Toronto

Nearly $2 million spent on clearing encampments should have gone to housing, advocates say

Toronto spent nearly $2 million to clear encampments in three city parks this summer and homeless advocates say the amount doesn't include the hidden cost of displacing and scattering vulnerable people during a pandemic.

Final tally released by city doesn't include cost of displacing vulnerable people, advocates add

Toronto police arrest a person protesting the clearing of an encampment at Lamport Stadium on July 21, 2021. (Evan Mitsui/CBC)

Toronto spent nearly $2 million to clear encampments in three city parks this summer and homeless advocates say the amount doesn't include the hidden cost of displacing and scattering vulnerable people during a pandemic.

Advocates said the city should have spent the money on permanent housing and supports for unhoused people, which would have been a more compassionate approach to homelessness in Toronto. They added the total costs are likely much higher than the city has reported.

The city released the final costs of its violent evictions on Friday in a news release, saying the money was spent to enforce notices under Ontario's Trepass to Property Act, provide security, carry out landscaping and erect fencing in Trinity Bellwoods, Alexandra and Lamport Stadium parks. 

Trepass enforcement cost a total of $840,127, while landscaping and remediation of park grounds for public use cost $792,668 and fencing cost $357,000. Police, including some on horseback, pushed dozens of people out of the parks mainly in June and July. Several people, including encampment supporters, were injured in clashes with police and several others were arrested and charged.

Doug Johnson Hatlem, a street pastor with Sanctuary Ministries of Toronto, said on Saturday that it is important to note the city is trying to make poverty invisible and has used taxpayers' money to push homelessness out of the public eye. In the process, it has traumatized people who were living in tents and had formed communities.

"That kind of enforcement is violent, immoral and completely out of bounds to begin with," Hatlem said. 
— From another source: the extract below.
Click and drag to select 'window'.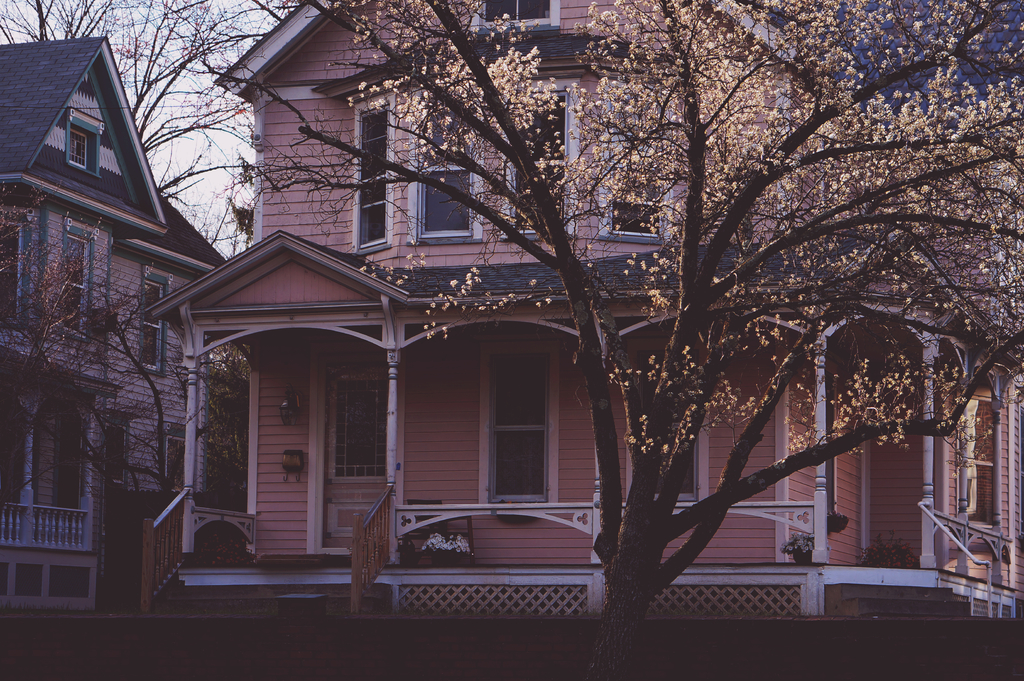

"Fencing people in, using police with batons and horses, that's the first thing that's wrong with it. But the fact that it cost $2 million to remove 60 people, and that comes from the city's own numbers, is just beyond the beyond in terms of obnoxiousness. People could have been housed for years with that much money."

A city staff person works to clear an encampment in Alexandra Park on July 20, 2021. (Evan Mitsui/CBC)

According to the city, the costs associated with the enforcement of trespass notices at the parks include: labour costs for city and private security staff, Toronto police, firefighters and paramedic staff; fleet costs for Transportation Services equipment; solid waste management costs for removal of debris; and such costs as buses and personal protective equipment.

The city maintains that encampments are unsafe, unhealthy and illegal.

Hatlem said the final tally doesn't include court costs, including the cost of processing people through the criminal justice system after they were arrested and charged and the cost of lawsuits that are expected given that people were injured in clashes with police. 

Of the unhoused people pushed out of parks, one or two managed to obtain permanent housing, while 10 to 15 went inside, he said. "The vast majority, 75 to 80 per cent or more, are in other parks. Now they trust the system less. Now they are dealing with more trauma, which may mean more cost to the health care system," he said.

'It's a colossal waste,' advocate says of money

Rafi Aaron, spokesperson for the Interfaith Coalition to Fight Homelessness, agreed with Hatlem, saying the $2 million is not a surprise, given that the operation was "oversized." He said the costs are expected to be much higher when a line by line analysis is made available. 

"It's a colossal waste," Aaron said. "That money could have gone to house people."

People attend a rally at Nathan Phillips Square on July 26, 2021 to protest encampment evictions. (Evan Mitsui/CBC)

Aaron questioned the plan espoused by Mayor John Tory to clear encampments, saying the money achieved a negative result. "It's not just that you didn't house people. You have caused another layer of trauma onto their lives. You've uprooted people from their support networks and social networks. It's extremely difficult to help people now because we need to locate them first. This has really impacted people's lives in a negative way," he said.

"We're really finding that people are in a terrible physical, emotional and mental state having had to endure this violence for no apparent reason. We are finding people in various states of distress. There is really nowhere for them to go."

City says sharing costs is attempt to be transparent

City spokesperson Brad Ross, however, defended the expenditure of money. He said the encampments limited public use and access to the parks. In Alexandra Park, for example, the encampment occupied a large part of the park, he said.

"You can't force people to come inside, but you cannot camp in parks, it's illegal and as we know unsafe," Ross said on Friday.

As for the clearing of encampments, Ross said: "There are a number of costs with activity like this and the City of Toronto is sharing those today to be transparent, to be accountable about what these kinds of operations do, in fact, cost the City of Toronto."

The city cleared encampments in Trinity Bellwoods Park on June 22 and in Alexandra Park on July 20. It cleared part of the encampment in Lamport Stadium park on May 19 then went back to clear it fully on July 21.